Crafting Interviews
Recruiting, like many managerial activities, is somewhere between an art and a science. Getting people in the door is a numbers game in a lot of ways (lots of emails, phone screens and second phone screens that don't work out). But the interview loop and determining whether or not to hire people is, in my experience so far, a lot more difficult. A few things stand out to me, though, as things you can do to improve your chances and build teams that work well together and execute at a high level.
The Pre-Huddle
I'm surprised by how many places don't do this. The pre and post-huddle are the most important 15-minute meetings you'll have once you decide to bring a candidate in for a loop. You get all the interviewers together and the hiring manager gives them context on the candidate, the role, the responsibilities and then assigns each interviewer an area to cover and answers any questions. A PM and Engineering Manager might be assigned to talk about working across disciplines and on deadline. Designers may tackle whiteboarding. An engineer may do a quick CSS exercise.
It's really important to give people specific things to talk about. I can't count the number of times, before we figured this out at Etsy, that we'd all wind up talking about the same thing to the candidate over and over and over. Boring for them, not informative for us. It's also critical that you establish some consistency - both in the areas covered and the questions being asked. If you do the same whiteboard exercise a dozen times, you have a lot of relative data to work with that will help you make more sophisticated, informed decisions.
Experiment with different groups of interviewers.
You're not looking for people who form a consensus or agree with you. You're looking for people who are engaged, empathic and invested in making the team better (and not just filling a role). The best post-interview huddles I've been a part of have centered around pros and cons, insightful observations of 1:1 behavior and why that person could work out for the team. It's incredibly easy to have one negative experience skew and derail an entire interview. A great group of interviewers knows that's a single datapoint, but is careful to list out the other points. They look for trends in addition to the areas they were assigned to investigate.
Over time, you'll find the folks that are great interviewers and you can begin relying on them to help you make solid decisions about who to hire. You can also lean on that group to help you train up other people to become strong interviewers through shadowing and mentorship.
Optimize for avoiding false positives.
At all costs. I can't stress this enough. I feel like people say "a maybe is a no" a lot, but you have to practice this. Brutally. But we have to hire someone now or we're screwed and this person could maaaybe work, you're thinking. No. You're way more screwed if you hire the wrong person. So much more screwed. Don't do it. Contract them or something if you're desperate. Endure the few false negatives (someone who's great, but you miss out on because you're cautious) to avoid the false positives.
The tough part is that, a lot of the time, it's not cut and dry. There have been plenty of times where I (or another design manager) felt like we were missing out on an opportunity by not hiring someone. But if you trust the people on your loop and the reaction is mixed (or generally negative), let that candidate go. Sure, maybe the loop got it wrong. Maybe things would have been totally fine (or amazing!) with that person working with you. But believe me, it's better to be wrong about someone great than to be wrong about someone toxic. Hiring the wrong person is costly to you as the manager, to the people they work with and to the organization...
Except sometimes you have to YOLO and override everyone.
At Etsy, we design managers wound up forming an unspoken agreement: if you were the hiring manager and the loop didn't pan out, but you felt over-my-dead-body-do-we-not-hire-this-person strongly about the candidate, we'd absolutely hear you out. We would all work together to determine what would be necessary to convince people that it was a good risk to take and go from there. Sometimes that was a (paid) design exercise, other times it was having the candidate meet with people a second time in a more casual setting, whatever we thought made the most sense based on the feedback.
The trick is that we weren't doing that very regularly, in fact I think we each played that card once in two years. It was incredibly rare, which made us all trust each other when it happened. And the crazy thing is, the person who fought for the candidate was proven right every time. The people we hired from those discussions turned out to be some of the most productive and awesome folks on the team. Which isn't surprising. We were initially optimizing against false positives, so the reconsideration wasn't so extreme. Additionally, when a manager is willing to fight hard for someone they want to hire, you can usually rest assured that the manager will put similar energy into supporting that person once they're in the organization.
Optimize your process.
Every time you go through a recruiting process, make sure to check in with yourself, the candidate and your team. What went well about that, what could be better, what happened that wasn't expected? Hone the process over time so that not only is the experience a solid one for candidates, but so you know you're reliably identifying great future coworkers, avoiding false positives and reducing the number of false negatives. A sophisticated and thoughtful recruiting process will set you apart as an organization and help you craft a world-class team.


▶ _PROBLEM_
Go through the records and give each one again exactly.
DATA RECORDS section start
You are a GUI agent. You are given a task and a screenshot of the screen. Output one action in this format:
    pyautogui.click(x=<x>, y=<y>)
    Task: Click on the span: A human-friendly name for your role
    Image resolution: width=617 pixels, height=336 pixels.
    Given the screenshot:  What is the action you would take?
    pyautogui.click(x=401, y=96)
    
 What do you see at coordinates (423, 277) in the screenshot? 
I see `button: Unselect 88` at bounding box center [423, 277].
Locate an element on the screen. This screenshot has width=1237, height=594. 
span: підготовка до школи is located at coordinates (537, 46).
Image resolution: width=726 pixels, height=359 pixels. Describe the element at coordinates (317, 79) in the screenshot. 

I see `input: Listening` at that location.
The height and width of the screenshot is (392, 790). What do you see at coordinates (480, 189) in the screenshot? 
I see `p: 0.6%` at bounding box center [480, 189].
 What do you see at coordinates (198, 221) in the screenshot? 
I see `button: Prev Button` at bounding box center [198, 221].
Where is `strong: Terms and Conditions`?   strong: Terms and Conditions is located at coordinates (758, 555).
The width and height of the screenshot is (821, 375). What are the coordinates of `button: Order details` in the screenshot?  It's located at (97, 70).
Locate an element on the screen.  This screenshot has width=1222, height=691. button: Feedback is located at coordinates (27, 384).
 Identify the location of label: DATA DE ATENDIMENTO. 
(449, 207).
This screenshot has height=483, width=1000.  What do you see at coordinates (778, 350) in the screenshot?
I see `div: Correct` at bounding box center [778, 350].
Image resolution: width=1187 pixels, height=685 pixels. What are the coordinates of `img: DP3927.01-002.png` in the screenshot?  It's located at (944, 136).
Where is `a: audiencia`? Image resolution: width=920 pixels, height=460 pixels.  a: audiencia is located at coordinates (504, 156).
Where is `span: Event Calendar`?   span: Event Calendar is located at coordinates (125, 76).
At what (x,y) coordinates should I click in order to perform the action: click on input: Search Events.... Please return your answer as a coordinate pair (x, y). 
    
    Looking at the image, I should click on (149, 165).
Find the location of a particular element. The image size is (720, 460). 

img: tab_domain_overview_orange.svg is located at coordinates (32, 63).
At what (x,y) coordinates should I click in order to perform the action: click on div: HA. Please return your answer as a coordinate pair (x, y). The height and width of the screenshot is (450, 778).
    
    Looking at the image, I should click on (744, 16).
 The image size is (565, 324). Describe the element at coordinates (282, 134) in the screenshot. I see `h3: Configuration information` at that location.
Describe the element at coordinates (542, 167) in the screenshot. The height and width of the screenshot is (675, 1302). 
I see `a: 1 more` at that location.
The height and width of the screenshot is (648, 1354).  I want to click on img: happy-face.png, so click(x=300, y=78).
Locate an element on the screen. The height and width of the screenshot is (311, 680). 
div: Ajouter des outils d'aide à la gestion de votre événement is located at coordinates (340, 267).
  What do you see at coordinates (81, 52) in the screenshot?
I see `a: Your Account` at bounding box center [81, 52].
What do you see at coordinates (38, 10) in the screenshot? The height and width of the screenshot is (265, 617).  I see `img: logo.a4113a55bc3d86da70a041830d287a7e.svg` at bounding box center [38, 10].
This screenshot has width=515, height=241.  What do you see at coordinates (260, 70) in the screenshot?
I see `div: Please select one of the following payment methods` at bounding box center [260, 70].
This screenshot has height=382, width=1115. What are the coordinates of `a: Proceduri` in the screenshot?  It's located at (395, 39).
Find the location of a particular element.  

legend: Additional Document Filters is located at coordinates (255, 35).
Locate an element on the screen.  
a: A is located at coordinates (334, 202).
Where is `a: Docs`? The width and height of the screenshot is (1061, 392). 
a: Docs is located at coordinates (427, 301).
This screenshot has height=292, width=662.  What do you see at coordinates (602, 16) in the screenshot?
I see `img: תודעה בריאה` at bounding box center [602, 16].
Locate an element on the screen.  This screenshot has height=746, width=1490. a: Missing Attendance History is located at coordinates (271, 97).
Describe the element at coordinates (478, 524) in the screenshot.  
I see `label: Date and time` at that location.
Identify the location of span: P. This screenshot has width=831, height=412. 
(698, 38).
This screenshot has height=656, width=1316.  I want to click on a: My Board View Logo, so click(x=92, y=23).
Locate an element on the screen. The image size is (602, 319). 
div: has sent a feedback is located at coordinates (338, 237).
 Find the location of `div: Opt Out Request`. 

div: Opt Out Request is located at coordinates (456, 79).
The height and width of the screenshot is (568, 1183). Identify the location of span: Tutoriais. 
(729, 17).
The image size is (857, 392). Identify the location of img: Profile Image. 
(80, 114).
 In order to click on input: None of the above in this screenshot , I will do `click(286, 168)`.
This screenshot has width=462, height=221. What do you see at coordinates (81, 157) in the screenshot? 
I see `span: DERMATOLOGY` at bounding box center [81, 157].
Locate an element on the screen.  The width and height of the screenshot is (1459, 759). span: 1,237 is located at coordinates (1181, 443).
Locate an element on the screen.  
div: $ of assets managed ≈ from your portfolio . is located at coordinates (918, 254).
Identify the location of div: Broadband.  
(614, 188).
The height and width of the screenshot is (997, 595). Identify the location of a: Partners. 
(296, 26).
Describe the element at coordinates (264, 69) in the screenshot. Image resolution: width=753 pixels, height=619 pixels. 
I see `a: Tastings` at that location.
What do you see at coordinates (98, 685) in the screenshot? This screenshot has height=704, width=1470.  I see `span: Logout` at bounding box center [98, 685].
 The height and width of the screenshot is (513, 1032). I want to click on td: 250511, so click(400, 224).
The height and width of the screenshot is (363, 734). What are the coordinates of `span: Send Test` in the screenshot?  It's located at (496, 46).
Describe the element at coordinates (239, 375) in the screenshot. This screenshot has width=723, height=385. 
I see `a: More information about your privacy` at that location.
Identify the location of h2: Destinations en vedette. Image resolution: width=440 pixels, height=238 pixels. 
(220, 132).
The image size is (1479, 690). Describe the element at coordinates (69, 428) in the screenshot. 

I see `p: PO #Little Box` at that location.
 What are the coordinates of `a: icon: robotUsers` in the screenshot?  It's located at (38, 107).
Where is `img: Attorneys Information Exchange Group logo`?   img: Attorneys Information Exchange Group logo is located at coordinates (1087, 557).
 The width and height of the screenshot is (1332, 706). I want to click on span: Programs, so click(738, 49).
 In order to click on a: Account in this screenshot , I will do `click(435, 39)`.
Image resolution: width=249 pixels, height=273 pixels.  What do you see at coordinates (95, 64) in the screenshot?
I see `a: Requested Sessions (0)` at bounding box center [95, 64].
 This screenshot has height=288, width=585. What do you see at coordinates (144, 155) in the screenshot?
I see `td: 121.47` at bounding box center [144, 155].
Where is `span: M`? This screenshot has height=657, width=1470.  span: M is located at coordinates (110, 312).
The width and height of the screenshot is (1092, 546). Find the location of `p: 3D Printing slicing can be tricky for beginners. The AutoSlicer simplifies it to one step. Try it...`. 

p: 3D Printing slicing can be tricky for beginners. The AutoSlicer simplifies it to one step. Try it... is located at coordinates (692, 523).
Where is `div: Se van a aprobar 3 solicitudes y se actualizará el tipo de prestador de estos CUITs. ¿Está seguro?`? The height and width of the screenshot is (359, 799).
DATA RECORDS section end
▶ _RESULT OF THIS EXERCISE_
You are a GUI agent. You are given a task and a screenshot of the screen. Output one action in this format:
    pyautogui.click(x=<x>, y=<y>)
    Task: Click on the span: A human-friendly name for your role
    Image resolution: width=617 pixels, height=336 pixels.
    Given the screenshot:  What is the action you would take?
    pyautogui.click(x=401, y=96)
    
 What do you see at coordinates (423, 277) in the screenshot? 
I see `button: Unselect 88` at bounding box center [423, 277].
Locate an element on the screen. This screenshot has width=1237, height=594. 
span: підготовка до школи is located at coordinates (537, 46).
Image resolution: width=726 pixels, height=359 pixels. Describe the element at coordinates (317, 79) in the screenshot. 

I see `input: Listening` at that location.
The height and width of the screenshot is (392, 790). What do you see at coordinates (480, 189) in the screenshot? 
I see `p: 0.6%` at bounding box center [480, 189].
 What do you see at coordinates (198, 221) in the screenshot? 
I see `button: Prev Button` at bounding box center [198, 221].
Where is `strong: Terms and Conditions`?   strong: Terms and Conditions is located at coordinates (758, 555).
The width and height of the screenshot is (821, 375). What are the coordinates of `button: Order details` in the screenshot?  It's located at (97, 70).
Locate an element on the screen.  This screenshot has width=1222, height=691. button: Feedback is located at coordinates (27, 384).
 Identify the location of label: DATA DE ATENDIMENTO. 
(449, 207).
This screenshot has height=483, width=1000.  What do you see at coordinates (778, 350) in the screenshot?
I see `div: Correct` at bounding box center [778, 350].
Image resolution: width=1187 pixels, height=685 pixels. What are the coordinates of `img: DP3927.01-002.png` in the screenshot?  It's located at (944, 136).
Where is `a: audiencia`? Image resolution: width=920 pixels, height=460 pixels.  a: audiencia is located at coordinates (504, 156).
Where is `span: Event Calendar`?   span: Event Calendar is located at coordinates (125, 76).
At what (x,y) coordinates should I click in order to perform the action: click on input: Search Events.... Please return your answer as a coordinate pair (x, y). 
    
    Looking at the image, I should click on (149, 165).
Find the location of a particular element. The image size is (720, 460). 

img: tab_domain_overview_orange.svg is located at coordinates (32, 63).
At what (x,y) coordinates should I click in order to perform the action: click on div: HA. Please return your answer as a coordinate pair (x, y). The height and width of the screenshot is (450, 778).
    
    Looking at the image, I should click on (744, 16).
 The image size is (565, 324). Describe the element at coordinates (282, 134) in the screenshot. I see `h3: Configuration information` at that location.
Describe the element at coordinates (542, 167) in the screenshot. The height and width of the screenshot is (675, 1302). 
I see `a: 1 more` at that location.
The height and width of the screenshot is (648, 1354).  I want to click on img: happy-face.png, so click(x=300, y=78).
Locate an element on the screen. The height and width of the screenshot is (311, 680). 
div: Ajouter des outils d'aide à la gestion de votre événement is located at coordinates (340, 267).
  What do you see at coordinates (81, 52) in the screenshot?
I see `a: Your Account` at bounding box center [81, 52].
What do you see at coordinates (38, 10) in the screenshot? The height and width of the screenshot is (265, 617).  I see `img: logo.a4113a55bc3d86da70a041830d287a7e.svg` at bounding box center [38, 10].
This screenshot has width=515, height=241.  What do you see at coordinates (260, 70) in the screenshot?
I see `div: Please select one of the following payment methods` at bounding box center [260, 70].
This screenshot has height=382, width=1115. What are the coordinates of `a: Proceduri` in the screenshot?  It's located at (395, 39).
Find the location of a particular element.  

legend: Additional Document Filters is located at coordinates (255, 35).
Locate an element on the screen.  
a: A is located at coordinates (334, 202).
Where is `a: Docs`? The width and height of the screenshot is (1061, 392). 
a: Docs is located at coordinates (427, 301).
This screenshot has height=292, width=662.  What do you see at coordinates (602, 16) in the screenshot?
I see `img: תודעה בריאה` at bounding box center [602, 16].
Locate an element on the screen.  This screenshot has height=746, width=1490. a: Missing Attendance History is located at coordinates (271, 97).
Describe the element at coordinates (478, 524) in the screenshot.  
I see `label: Date and time` at that location.
Identify the location of span: P. This screenshot has width=831, height=412. 
(698, 38).
This screenshot has height=656, width=1316.  I want to click on a: My Board View Logo, so click(x=92, y=23).
Locate an element on the screen. The image size is (602, 319). 
div: has sent a feedback is located at coordinates (338, 237).
 Find the location of `div: Opt Out Request`. 

div: Opt Out Request is located at coordinates (456, 79).
The height and width of the screenshot is (568, 1183). Identify the location of span: Tutoriais. 
(729, 17).
The image size is (857, 392). Identify the location of img: Profile Image. 
(80, 114).
 In order to click on input: None of the above in this screenshot , I will do `click(286, 168)`.
This screenshot has width=462, height=221. What do you see at coordinates (81, 157) in the screenshot? 
I see `span: DERMATOLOGY` at bounding box center [81, 157].
Locate an element on the screen.  The width and height of the screenshot is (1459, 759). span: 1,237 is located at coordinates (1181, 443).
Locate an element on the screen.  
div: $ of assets managed ≈ from your portfolio . is located at coordinates (918, 254).
Identify the location of div: Broadband.  
(614, 188).
The height and width of the screenshot is (997, 595). Identify the location of a: Partners. 
(296, 26).
Describe the element at coordinates (264, 69) in the screenshot. Image resolution: width=753 pixels, height=619 pixels. 
I see `a: Tastings` at that location.
What do you see at coordinates (98, 685) in the screenshot? This screenshot has height=704, width=1470.  I see `span: Logout` at bounding box center [98, 685].
 The height and width of the screenshot is (513, 1032). I want to click on td: 250511, so click(400, 224).
The height and width of the screenshot is (363, 734). What are the coordinates of `span: Send Test` in the screenshot?  It's located at (496, 46).
Describe the element at coordinates (239, 375) in the screenshot. This screenshot has width=723, height=385. 
I see `a: More information about your privacy` at that location.
Identify the location of h2: Destinations en vedette. Image resolution: width=440 pixels, height=238 pixels. 
(220, 132).
The image size is (1479, 690). Describe the element at coordinates (69, 428) in the screenshot. 

I see `p: PO #Little Box` at that location.
 What are the coordinates of `a: icon: robotUsers` in the screenshot?  It's located at (38, 107).
Where is `img: Attorneys Information Exchange Group logo`?   img: Attorneys Information Exchange Group logo is located at coordinates (1087, 557).
 The width and height of the screenshot is (1332, 706). I want to click on span: Programs, so click(738, 49).
 In order to click on a: Account in this screenshot , I will do `click(435, 39)`.
Image resolution: width=249 pixels, height=273 pixels.  What do you see at coordinates (95, 64) in the screenshot?
I see `a: Requested Sessions (0)` at bounding box center [95, 64].
 This screenshot has height=288, width=585. What do you see at coordinates (144, 155) in the screenshot?
I see `td: 121.47` at bounding box center [144, 155].
Where is `span: M`? This screenshot has height=657, width=1470.  span: M is located at coordinates (110, 312).
The width and height of the screenshot is (1092, 546). Find the location of `p: 3D Printing slicing can be tricky for beginners. The AutoSlicer simplifies it to one step. Try it...`. 

p: 3D Printing slicing can be tricky for beginners. The AutoSlicer simplifies it to one step. Try it... is located at coordinates (692, 523).
Where is `div: Se van a aprobar 3 solicitudes y se actualizará el tipo de prestador de estos CUITs. ¿Está seguro?`? The height and width of the screenshot is (359, 799).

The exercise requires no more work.